Lage's signature Collings is fully hollow with a trestle block, a solid Honduran mahogany body, a maple-laminate top, and a Bigsby B3 vibrato tailpiece. It also has a custom hybrid C/V neck profile, and a narrower fretboard in the upper-fret range. Lage says it's "as at home with jazz as with early '50s rock 'n' roll tone, Bo Diddley, early John Lee Hooker, early B.B. King." Collings' luthier Aaron Huff, director of engineering Clint Watson, and manager of artist relations Mark Althans were also involved in creating the 6-string. "The 470 JL is like a blues machine that's used for jazz," Lage sums up. "That's my favorite sound."

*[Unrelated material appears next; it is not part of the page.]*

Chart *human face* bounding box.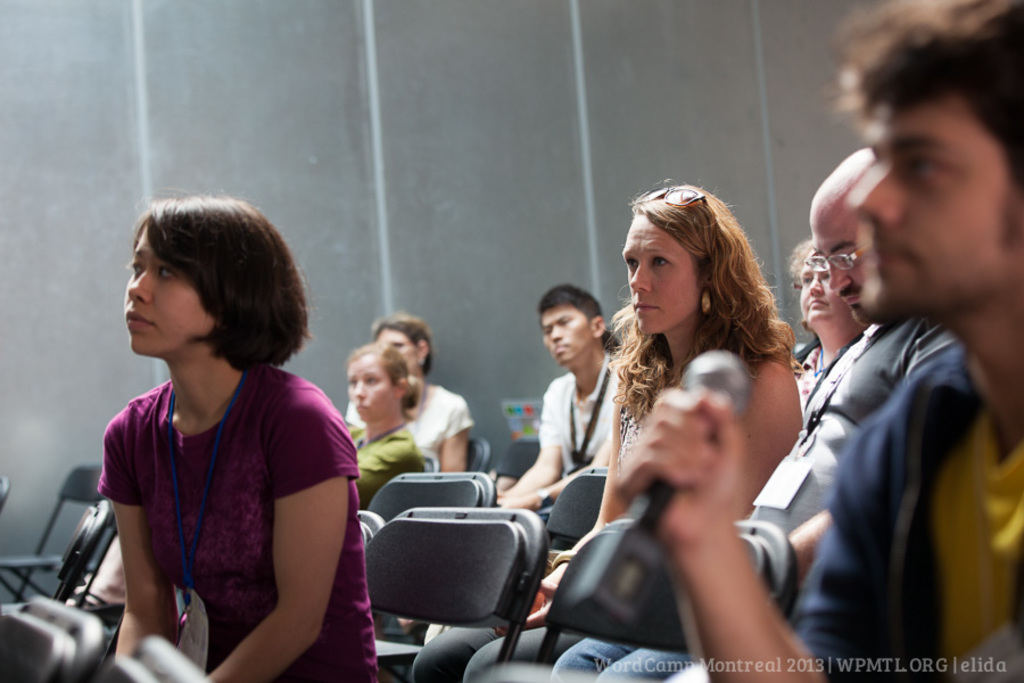
Charted: (x1=808, y1=217, x2=866, y2=320).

For the album's sessions, the guitar was run through two different amplifiers. Most tracks were cut with a Magic Amps Vibro Deluxe, which is based on a mid-'60s black-panel Fender Deluxe Reverb, while the rest feature Lage's '59 tweed Fender Champ. A Strymon Flint Tremolo and Reverb and a Shin-ei B1G 1 Gain Booster completed the signal chain. The result is a lush, old-school tone with crunch when necessary.

Lage's latest batch of tones are largely the product of a collaboration with Collings Guitars. The primary instrument featured on Squint is his new Collings 470 JL signature electric, which was introduced in February 2021. (He also used a 1955 Gibson Les Paul for three songs.) The development of the 470 JL was, Lage explains, centered on Ron Ellis, the great pickup master—and specifically his take on the DynaSonic-style pickup. "DynaSonic pickups are always fascinating to me, because I like playing on the neck pickup primarily for everything. A Tele pickup obviously has pole pieces that are covered by a metal cover and there's that kind of fuzziness that's nice, but I wanted the directness of having no cover, kind of like Stratocaster pickups, but with a much larger diameter. That led us down the road of DynaSonics and all of the complications that go with those pickups—the good, the bad, and the ugly."

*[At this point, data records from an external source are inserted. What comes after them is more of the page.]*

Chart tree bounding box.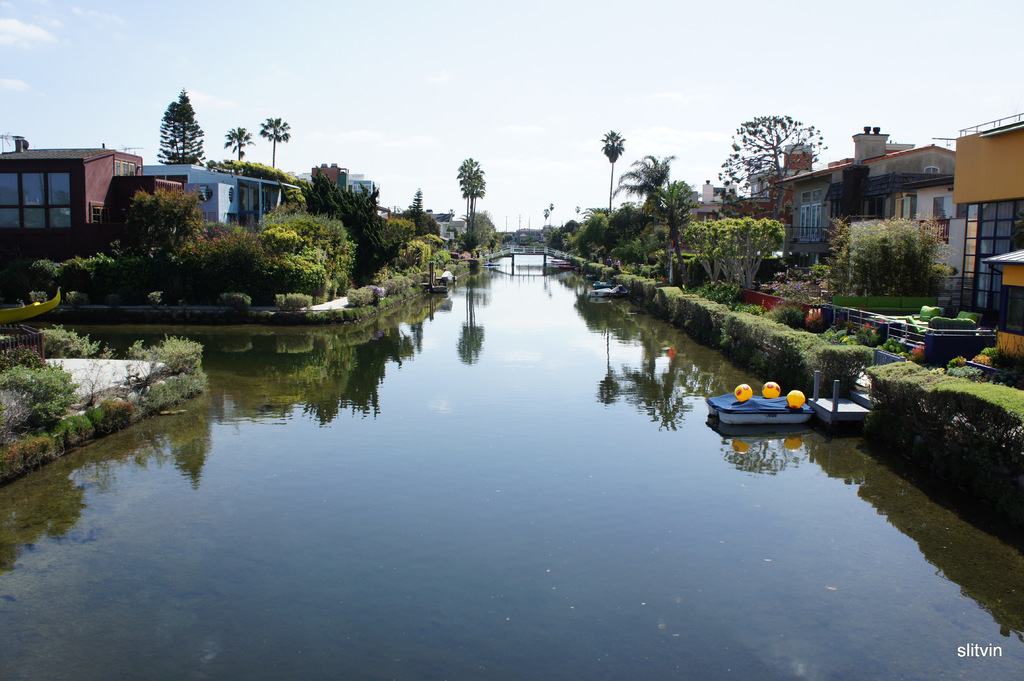
Charted: 683/217/724/283.
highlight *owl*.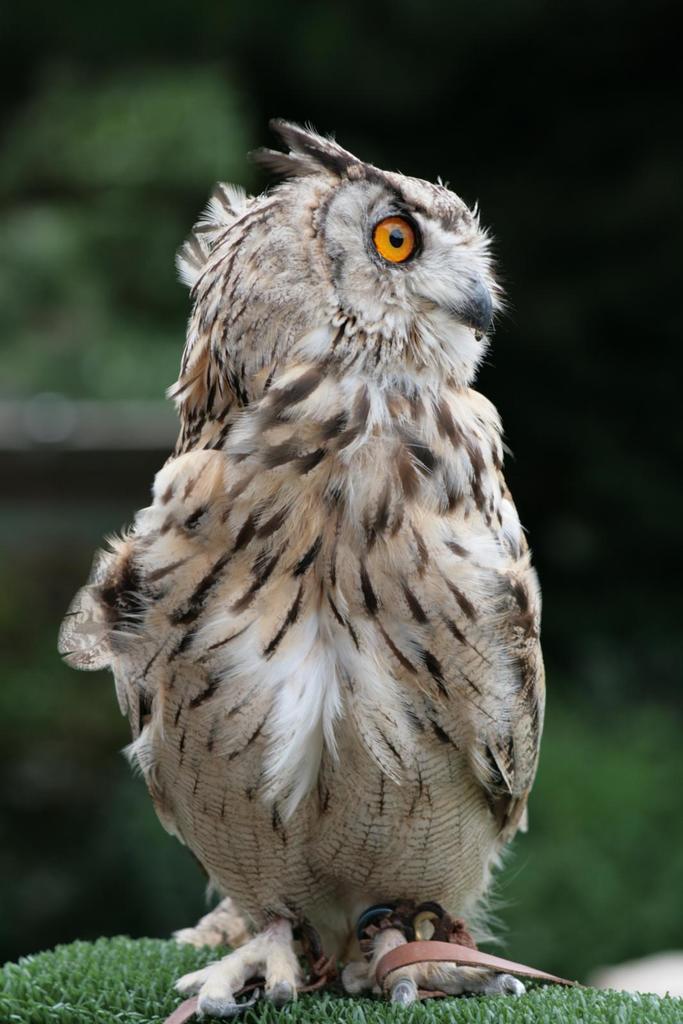
Highlighted region: left=58, top=115, right=555, bottom=1023.
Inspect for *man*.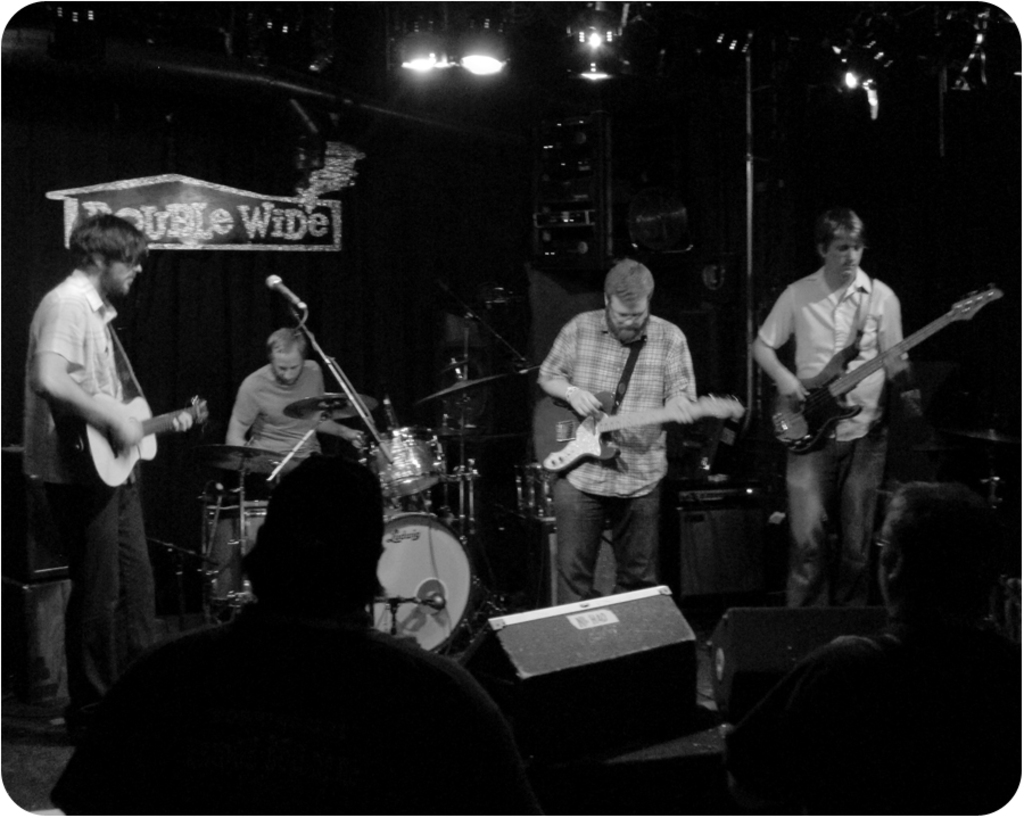
Inspection: x1=749, y1=205, x2=926, y2=609.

​With a Little Help from His Friends

Julian Lage plays his prized 1939 Martin 000-18 acoustic at NYC's (Le) Poisson Rouge in 2016.

Photo by Peter Gannushkin

Lage's interest in making music from an informed perspective often leads him to seek the counsel of musicians he respects. He shares an anecdote about learning from composer and performer Gabriel Kahane that songs need "terms of engagement, reasons to exist." He also relates flying from his New York City base to Chicago to ask for feedback from Wilco's Jeff Tweedy on a slew of new music he'd written. Tweedy explained that, on an album, you "have to tell the listener's ear where to focus and when to focus" through subtle instrumental cues. But it was on a pre-pandemic tour with Bill Frisell that Lage embraced the concept of bringing both attention and intention to music before performing it—which helped fuel his strategy for Squint.

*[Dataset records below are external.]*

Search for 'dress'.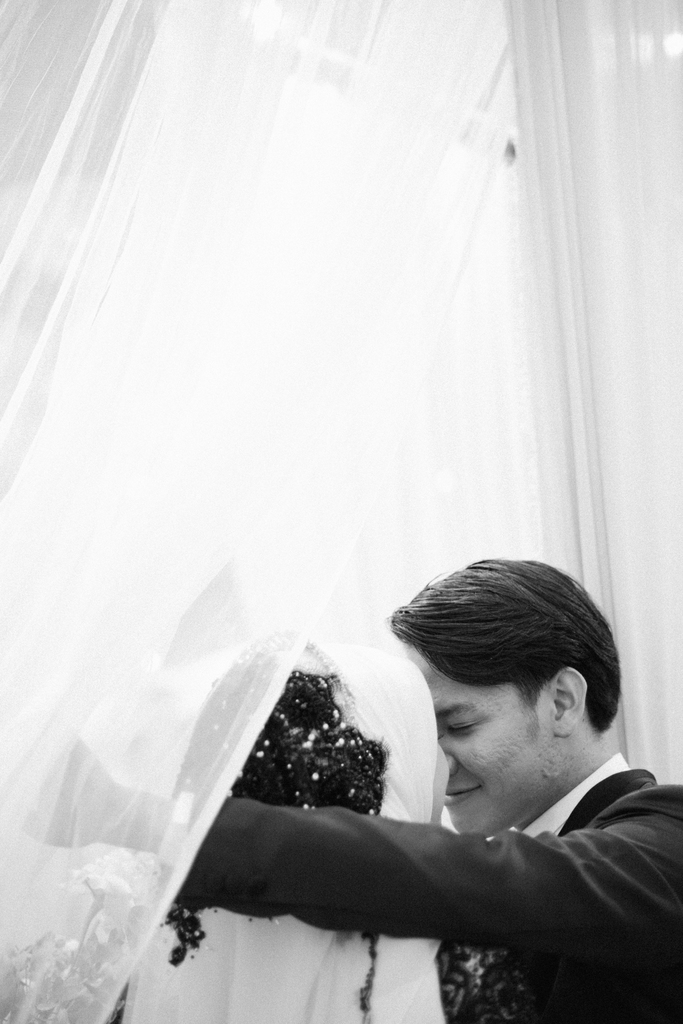
Found at <bbox>61, 85, 638, 1023</bbox>.
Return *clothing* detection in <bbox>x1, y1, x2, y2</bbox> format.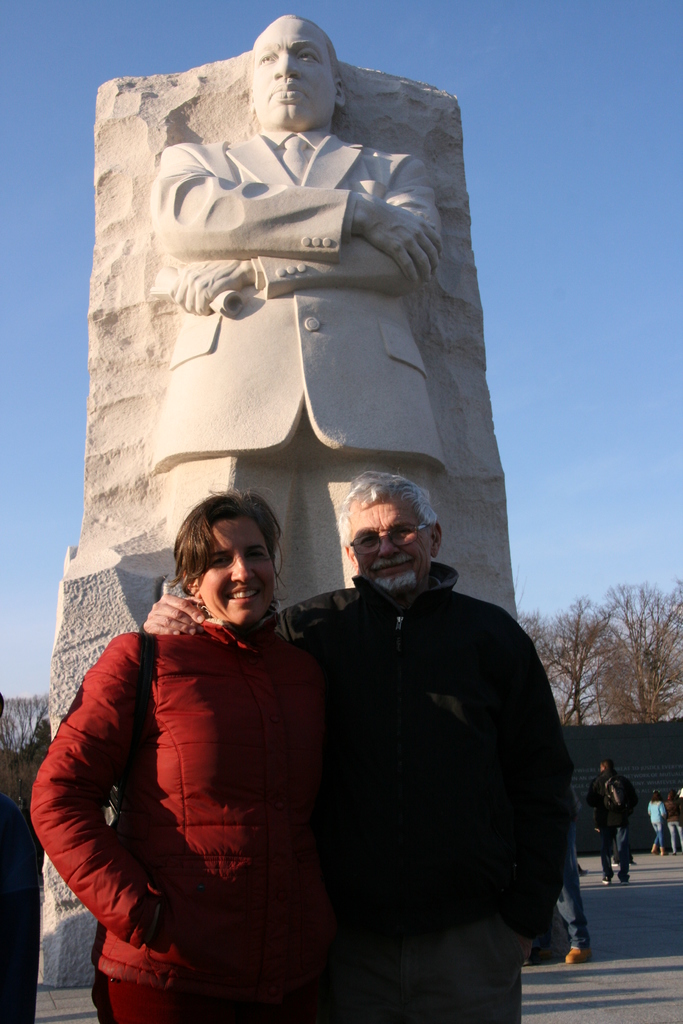
<bbox>42, 609, 322, 1023</bbox>.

He and Frisell sat down to rehearse Johnny Mandel and Johnny Mercer's "Emily," one of the two covers that ended up on the album, for four nights in a row before Frisell finally approved of playing it in their set. The first night, it was for 10 minutes. The second, 20. The third, 40. And the fourth, a full hour. "No talking, just play the tune and don't look up for an hour. And he's like, 'Okay, we're ready to play it.'

"It was such a lesson in what it means to know a song," says Lage. "When do you have the right to play it, when do you feel like you're ready, what's that transformation about—where it goes from a tune you like to a tune you can roam freely within and outside of? When does that freedom kick in? So for me, 'Emily' had been brewing all year and it was kind of one of my anthems during the pandemic. I would just sit down and play it for myself, by myself."


I think it was on the last day of recording—we were about to pack up—and it was like, 'Can we record one more, just in case we need an extra track?' I showed it to Jorge really fast and we played it and that's the one take of 'Emily.' It kind of sums everything up, in a way."

YouTube It

Even before the lockdown, Julian Lage exhibited a talent for turning melodies into conversations. For evidence, check out his 2016 live performance of "Nocturne" by Spike Hughes, Britain's earliest jazz composer. Lage is playing his 1954 Telecaster, which was his No. 1 before the new Collings signature 470 JL.